Abstract

Employment rights may be crafted as 'bright-line' rules or open-textured standards. Labour law scholarship has principally engaged with the significance of employment rights which are articulated as rules and whether it is preferable for such rules to be ascribed mandatory or default status. However, employment rights which are framed at a higher level of generality such as standards have not been examined in the same level of detail. Standards can be distinguished from rules by reference to the degree of precision and transparency of the employment right and can be divided into standards of conduct and standards of review. Standards of conduct direct commands to decision-makers such as employers whereas standards of review are addressed to adjudicators whose function it is to scrutinise the conduct of decision-makers. In the majority of cases, the intensity of scrutiny of decision-makers which is attached to both of these standards is the same, thus resulting in the conflation of the standards. However, on occasion, the level of scrutiny exerted by the adjudicator pursuant to the standard of review may be more, or less, acute than that attached to the standard of conduct. This article examines the rationales for such divergence and analyses what the degree of intensity of scrutiny attached to standards of conduct and standards of review reveals about employment rights. The paper finally erects a framework against which the argument about varying intensities of scrutiny can be given greater clarity and meaning by advancing a series of alternative possible ranges or spectra of standards of conduct and review.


Whichever lines of the material contain "center", copy each of them.
[[ Data in this exercise, beginning ]]
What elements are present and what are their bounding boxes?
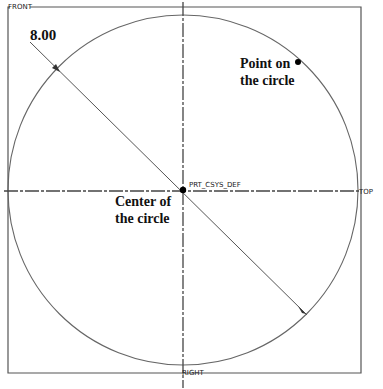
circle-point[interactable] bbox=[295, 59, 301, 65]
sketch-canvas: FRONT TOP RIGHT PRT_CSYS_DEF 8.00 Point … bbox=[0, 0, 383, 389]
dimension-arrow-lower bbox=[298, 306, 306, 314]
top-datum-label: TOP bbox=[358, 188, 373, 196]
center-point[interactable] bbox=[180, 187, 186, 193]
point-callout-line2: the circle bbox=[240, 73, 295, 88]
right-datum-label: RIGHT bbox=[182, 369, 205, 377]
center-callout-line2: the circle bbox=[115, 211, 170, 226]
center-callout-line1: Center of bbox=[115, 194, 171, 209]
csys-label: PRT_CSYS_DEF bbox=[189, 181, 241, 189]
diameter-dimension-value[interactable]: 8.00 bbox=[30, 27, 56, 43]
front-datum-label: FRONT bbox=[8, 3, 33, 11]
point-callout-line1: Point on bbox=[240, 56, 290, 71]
[[ Data in this exercise, end ]]
[[ Data in this exercise, beginning ]]
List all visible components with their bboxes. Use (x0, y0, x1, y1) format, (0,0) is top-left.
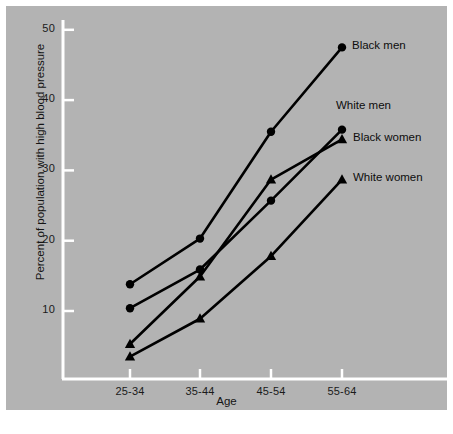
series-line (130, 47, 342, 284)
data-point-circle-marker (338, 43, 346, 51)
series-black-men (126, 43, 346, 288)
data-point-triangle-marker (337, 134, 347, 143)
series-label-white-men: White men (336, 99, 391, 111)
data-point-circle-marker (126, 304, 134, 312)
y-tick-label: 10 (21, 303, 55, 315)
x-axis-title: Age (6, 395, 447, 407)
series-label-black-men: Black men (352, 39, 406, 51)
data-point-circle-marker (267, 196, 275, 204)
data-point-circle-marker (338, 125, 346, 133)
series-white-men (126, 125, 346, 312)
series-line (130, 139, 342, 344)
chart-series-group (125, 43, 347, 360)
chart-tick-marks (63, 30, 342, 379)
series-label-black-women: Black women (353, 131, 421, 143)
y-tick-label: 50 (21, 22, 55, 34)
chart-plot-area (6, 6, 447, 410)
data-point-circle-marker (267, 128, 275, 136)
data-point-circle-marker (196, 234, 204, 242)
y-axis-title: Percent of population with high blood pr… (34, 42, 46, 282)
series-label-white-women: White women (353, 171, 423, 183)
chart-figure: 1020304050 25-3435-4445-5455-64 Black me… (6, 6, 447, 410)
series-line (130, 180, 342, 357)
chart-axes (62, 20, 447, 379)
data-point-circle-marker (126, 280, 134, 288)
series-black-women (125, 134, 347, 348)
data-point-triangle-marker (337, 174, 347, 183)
[[ Data in this exercise, end ]]
• **Output of the task**
center-point[interactable] bbox=[180, 187, 186, 193]
center-callout-line2: the circle bbox=[115, 211, 170, 226]
center-callout-line1: Center of bbox=[115, 194, 171, 209]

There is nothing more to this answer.